Bring on the Critters
Published in the Toronto Star August 27, 2016
“Life is really simple, but we insist on making it complicated.” ~Confucius
You may want to kill me for saying this, but I say, “Bring on the critters”.
If you happen to be fortunate enough to find yourself in Invermere B.C. any time soon you will notice that every tree on the main street has a wire cage around it. These have been installed at great expense to taxpayers in an attempt to prevent deer damage. It is difficult to have a garden in Invermere as the deer there have developed a palate for just about every living thing with leaves. Even the list of ‘deer resistant plants’ that I offer on my website (http://markcullen.com/search-the-library/) is pretty much useless in Invermere.
Squirrels have this in common with deer, I find. When they are finished eating everything in sight that comes naturally to them, they start chowing down and destroying many of the plants that are not normally on their menu. “Why is a red squirrel ripping the bark off my mature sugar maple?” one reader asked. My answer: “I have no idea”. To get the answer you would have to get inside the brain of a squirrel and I am just not interested enough in the subject to become a full time neuro-student of squirrels.
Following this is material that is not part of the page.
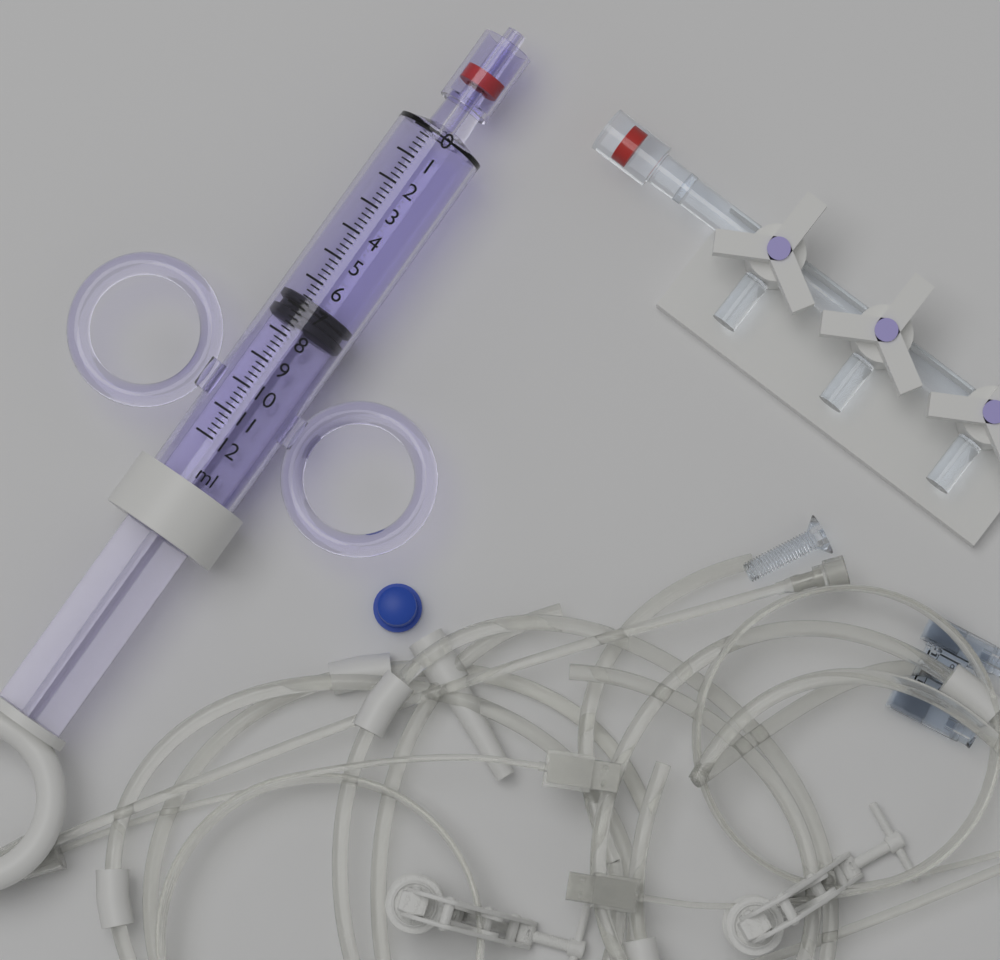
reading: 6.6 ml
I say, “Garden calm and I will carry on.” With apologies to my British friends.
I do not have deer or rabbits in my garden. I hear the horror stories about them when I travel, mostly out of the densely populated urban centres of the country and into the small towns and rural areas. While on a speaking engagement in Muskoka recently, I took questions from the audience. The enquiries about deer damage quickly became a theme of the evening. “Everyone with a deer problem, there is a special meeting afterwards. We will sit in a circle and have a deer therapy session” I suggested. It got a laugh but we did not meet afterwards and there were no definitive answers to this dilemma.
This column is not for deer-victims. It is for the more urban set that wake up to raccoon scat on the patio or skunk smells where they were grubbing for grubs in the lawn. I know your frustration with rodents as many of them are dumped at the end of our driveway at our property north of the city. You want racoons, skunks and squirrels? We have them in spades. Many are ‘city rodents’. We can tell because they act kind of stupid: raccoons that wander around in the day time looking for shelter and squirrels that are chased around by their more local, native cousins. They look lost because they are. But they do precious little damage. For the most part, they seem to be a nuisance when we pay too much attention to them.
There are many critters that we tend to demonize.
Bats do not advertise well. We have many notions about them that are not grounded in fact. While they can carry rabies, they are less likely to than ground dwelling rodents and coyotes. They may bite if you cornered one, but I cannot find reports of them biting Torontonians. Ever.
Bats consume flying insects in voracious quantities. They can consume enough mosquitoes to equal their body weight in one evening. Bat populations are generally in decline and that is too bad: we need more native bats.
Snakes get a bad rap too. I have no idea why. I think that the story about the Garden of Eden did them a poor service and set them up to fail in the public relations department. Perhaps the fact that they are cold blooded is a turn off for some people. The truth is they control mice and large insects like slugs, earwigs, grubs and the like quite effectively. What is not to like, except they aren’t cute.
Chipmunks are cute. And we are overrun with them. This summer they have burrowed under the locust tree in my back yard with abandon. They run and jump and skip and play, chasing each other like identical twin boys with way too much energy. Sometimes they make us laugh out loud. Any damage that occurs in our yard due to excess chipmunk activity is forgiven because they are cute.
You know what aren’t cute? Coyotes. They come over to our place most evenings and howl at the moon and each other between midnight and four in the morning, often right under our bedroom window. Coyotes are like the screaming baby that is not satisfied by a bottle of warm milk: they just seem to enjoy howling.
Coyotes are the reason why I yawn a lot mid afternoon this time of year. They may also be the reason why I don’t have deer or rabbit problems in my garden. Perhaps I should send a few of them to Invermere.